A feasibility assessment tells you whether the project stacks up before you’re committed to a lease or purchase.

2. Secure the right site and development approval (DA)

A childcare centre is a regulated land use. In almost all cases you’ll need development approval from the local council for the premises. DA timeframes are one of the biggest variables in the whole project, and conditions imposed by council (parking, traffic, acoustic, hours of operation) can materially affect your licensed places and viability.

This is the stage where experienced guidance pays for itself: choosing a site that is genuinely approvable, and presenting the application well, can save many months.

3. Design and fit out for compliance and quality

Centre design isn’t just aesthetics. Layout drives your licensed capacity, your educator-to-child ratios, and your compliance with the National Quality Framework. Indoor and outdoor space requirements, sightlines, nappy change and food prep areas, and safety all need to be designed in, not retrofitted.

4. Obtain your Provider and Service Approvals

To legally operate, you need two approvals under the National Law:

  1. Provider Approval: authorises you or your entity to operate education and care services.
  2. Service Approval: authorises a specific service at your specific premises.

You’ll also nominate a Nominated Supervisor and ensure the responsible people meet the requirements. The application is detailed and document-heavy, and gaps are a common cause of delay.

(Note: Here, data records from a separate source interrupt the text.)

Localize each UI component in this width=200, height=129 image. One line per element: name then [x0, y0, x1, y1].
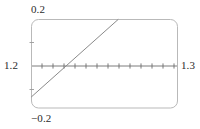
y-max-label: 0.2: [31, 4, 45, 15]
y-min-label: −0.2: [31, 113, 51, 124]
x-min-label: 1.2: [4, 60, 18, 71]
plot-canvas: [0, 0, 200, 129]
x-max-label: 1.3: [181, 60, 195, 71]
graph-viewport: 0.2 1.2 1.3 −0.2: [0, 0, 200, 129]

5. Build your team, policies and systems

Before opening you’ll need:

  • Qualified educators and a roster that meets ratio and qualification requirements
  • A complete set of policies and procedures aligned to the National Quality Standard
  • Enrolment, health and safety, and incident systems
  • Practical operational workflows so the centre runs smoothly from week one

6. Prepare for assessment and rating

Once operating, your service will be assessed and rated against the National Quality Standard (NQS). Your rating influences family confidence and occupancy, so audit-readiness shouldn’t be an afterthought; it should be built into your setup.

7. Open, and optimise

Opening day is the start, not the finish. Occupancy ramp-up, fee strategy, staffing efficiency and quality all determine whether the centre thrives commercially. Many operators benefit from an independent performance review in the first year.


Where a consultant fits

Most people opening a centre are doing it for the first time, against a regulatory framework that’s unforgiving of mistakes. A consultant who has done it many times can compress the timeline, de-risk the approvals, and help you avoid the costly errors, so you open on time, compliant, and set up to succeed.

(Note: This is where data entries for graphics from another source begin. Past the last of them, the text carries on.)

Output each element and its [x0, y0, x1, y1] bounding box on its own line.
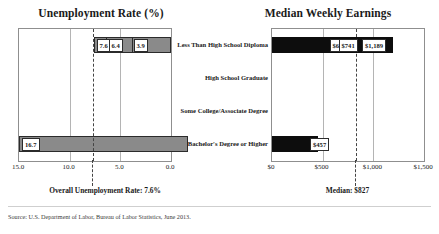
category-label-2: Some College/Associate Degree	[172, 94, 270, 127]
right-chart-title: Median Weekly Earnings	[228, 7, 428, 19]
category-label-0: Less Than High School Diploma	[172, 28, 270, 61]
footer-divider	[8, 206, 431, 207]
overall-unemployment-reference-line	[93, 29, 94, 161]
category-labels: Less Than High School Diploma High Schoo…	[172, 28, 270, 160]
axis-tick: 10.0	[62, 163, 74, 171]
right-reference-line-extension	[355, 160, 356, 186]
category-label-3: Bachelor's Degree or Higher	[172, 127, 270, 160]
unemployment-value-0: 16.7	[22, 138, 40, 151]
overall-unemployment-caption: Overall Unemployment Rate: 7.6%	[10, 186, 200, 195]
left-reference-line-extension	[92, 160, 93, 186]
category-label-1: High School Graduate	[172, 61, 270, 94]
axis-tick: $0	[268, 163, 275, 171]
unemployment-bar-0[interactable]	[19, 136, 188, 152]
source-note: Source: U.S. Department of Labor, Bureau…	[8, 213, 191, 220]
axis-tick: 15.0	[12, 163, 24, 171]
bar-row: $457	[272, 128, 424, 161]
unemployment-plot-area: 16.7 7.6 6.4 3.9	[18, 28, 172, 162]
axis-tick: $1,500	[413, 163, 432, 171]
unemployment-value-2: 6.4	[109, 39, 123, 52]
earnings-value-0: $457	[310, 138, 329, 151]
unemployment-value-3: 3.9	[134, 39, 148, 52]
axis-tick: $1,000	[363, 163, 382, 171]
earnings-value-3: $1,189	[362, 39, 386, 52]
median-earnings-caption: Median: $827	[260, 186, 435, 195]
bar-row: 16.7	[19, 128, 171, 161]
axis-tick: 5.0	[115, 163, 124, 171]
earnings-x-axis: $0 $500 $1,000 $1,500	[271, 161, 423, 175]
chart-figure: Unemployment Rate (%) Median Weekly Earn…	[0, 0, 439, 234]
earnings-value-2: $741	[339, 39, 358, 52]
axis-tick: 0.0	[166, 163, 175, 171]
axis-tick: $500	[315, 163, 329, 171]
left-chart-title: Unemployment Rate (%)	[6, 7, 196, 19]
unemployment-x-axis: 15.0 10.0 5.0 0.0	[18, 161, 170, 175]
earnings-plot-area: $457 $651 $741 $1,189	[271, 28, 425, 162]
bar-row: 3.9	[19, 29, 171, 62]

If you’re considering a new centre, get in touch for a no-obligation conversation about your project.

Frequently asked questions

How long does it take to open a childcare centre in Australia?

As an indicative guide, most projects run around 18–30 months from idea to opening, faster (roughly 12–18 months) when the site is already secured and planning is straightforward, and longer (30–48 months or more) for complex developments. It's driven mostly by development approval and the service approval pathway in your state or territory, so getting the feasibility and approvals strategy right at the start is the single biggest factor in opening on time.

Do I need a development approval (DA) to open a childcare centre?

In almost all cases, yes. A childcare centre is a regulated land use, so you generally need development approval from the local council for the premises before you can obtain a service approval to operate. The requirements vary by council and state.

What is the difference between a Provider Approval and a Service Approval?

A Provider Approval authorises you (the person or entity) to operate education and care services under the National Law. A Service Approval authorises a specific service at a specific premises. You need both before you can legally operate a long day care centre.